Mercer doesn’t have to do anything alien to him. He suffers but at least he isn’t required to violate his own identity.
The old man said, “You will be required to do wrong no matter where you go. It is the basic condition of life, to be required to violate your own identity. At some time, every creature which lives must do so. It is the ultimate shadow, the defeat of creation; this is the curse at work, the curse that feeds on all life. Everywhere in the universe.”
deteriorated specials, antheads and chickenheads, hang out and go through their versions of living.”
Like a human woman, Rachael had every class of object conceivable filched and hidden away in her purse; he found himself rooting interminably.
“I’m not alive! You’re not going to bed with a woman. Don’t be disappointed; okay? Have you ever made love to an android before?”
“Thanks, Rick,” she said wanly. “Remember, though: don’t think about it, just do it. Don’t pause and be philosophical, because from a philosophical standpoint it’s dreary. For us both.”
“I love you,” Rachael said. “If I entered a room and found a sofa covered with your hide I’d score very high on the Voigt-Kampff test.”
“But,” he said, “if I can kill you then I can kill them.”
She seemed more externally composed now. But still fundamentally frantic and tense. Yet, the dark fire waned; the life force oozed out of her, as he had so often witnessed before with other androids. The classic resignation. Mechanical, intellectual acceptance of that which a genuine organism—with two billion years of the pressure to live and evolve hagriding it—could never have reconciled itself to.

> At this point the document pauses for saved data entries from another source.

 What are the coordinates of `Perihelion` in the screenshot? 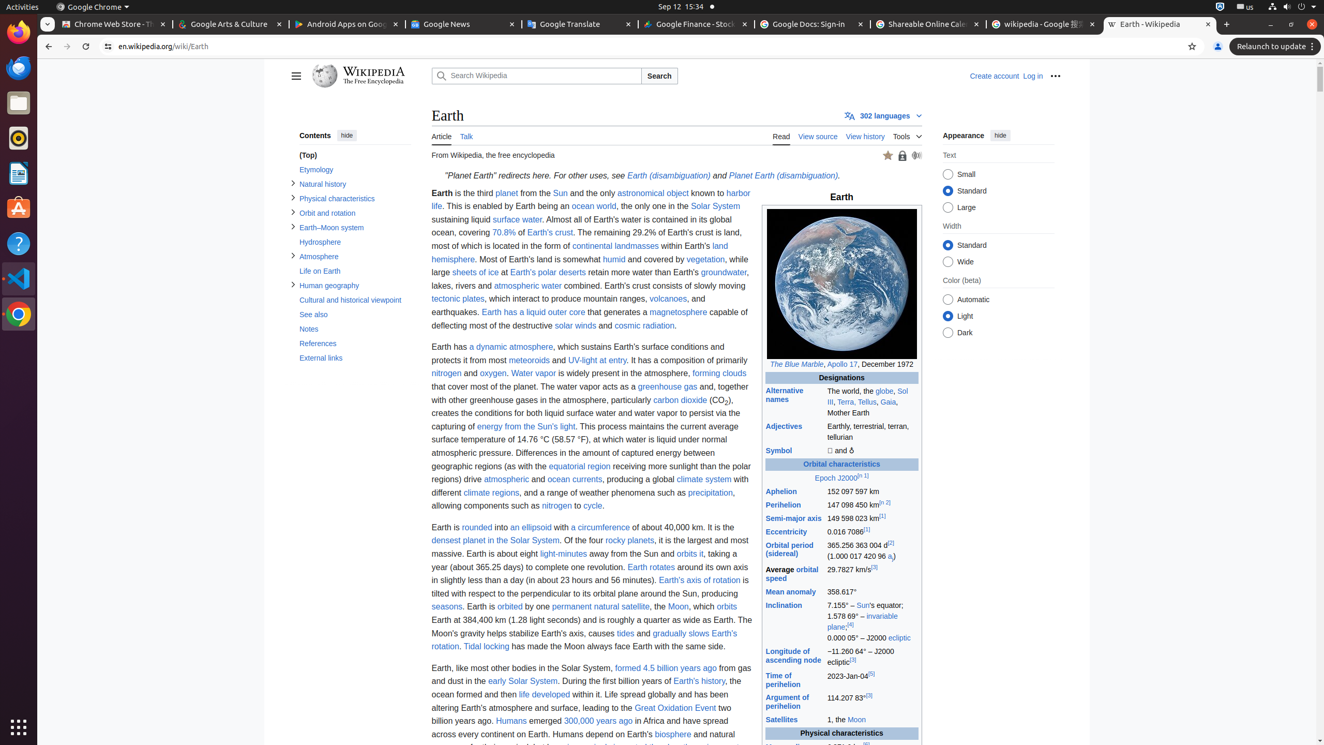 It's located at (783, 504).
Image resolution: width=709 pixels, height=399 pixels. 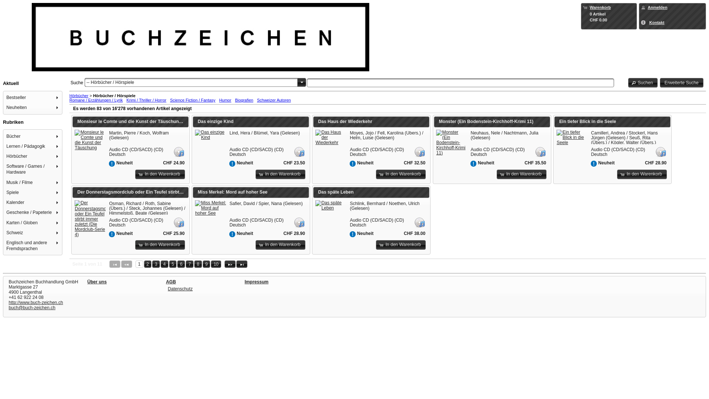 I want to click on Audio CD, so click(x=179, y=222).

You have to be with other people, he thought. In order to live at all. I mean, before they came here I could stand it, being alone in the building. But now it’s changed. You can’t go back, he thought. You can’t go from people to nonpeople. In panic he thought, I’m dependent on them. Thank god they stayed.
The whole experience of empathy is a swindle.”
“You’re too close,” Mercer said. “You have to be a long way off, the way the androids are. They have better perspective.”
They will have trouble understanding why nothing has changed. Because you’re still here and I’m still here.”
What a job to have to do, Rick thought. I’m a scourge, like famine or plague. Where I go the ancient curse follows. As Mercer said, I am required to do wrong. Everything I’ve done has been wrong from the start. Anyhow, now it’s time to go home. Maybe, after I’ve been there awhile with Iran, I’ll forget.
“Everything is true,” he said. “Everything anybody has ever thought.” He snapped on the car motor.
But also he would have understood the other part, which I don’t think even Mercer comprehends. For Mercer everything is easy, he thought, because Mercer accepts everything. Nothing is alien to him. But what I’ve done, he thought; that’s become alien to me. In fact everything about me has become unnatural; I’ve become an unnatural self.
falling humiliatingly and helplessly, he thought; on and on, with no one even to witness it. Here there existed no one to record his or anyone else’s degradation, and any courage or pride which might manifest itself here at the end would go unmarked: the dead stones, the dust-stricken weeds dry and dying, perceived nothing, recollected nothing, about him or themselves.
This isn’t new. But it was. Because, he thought, I did it alone.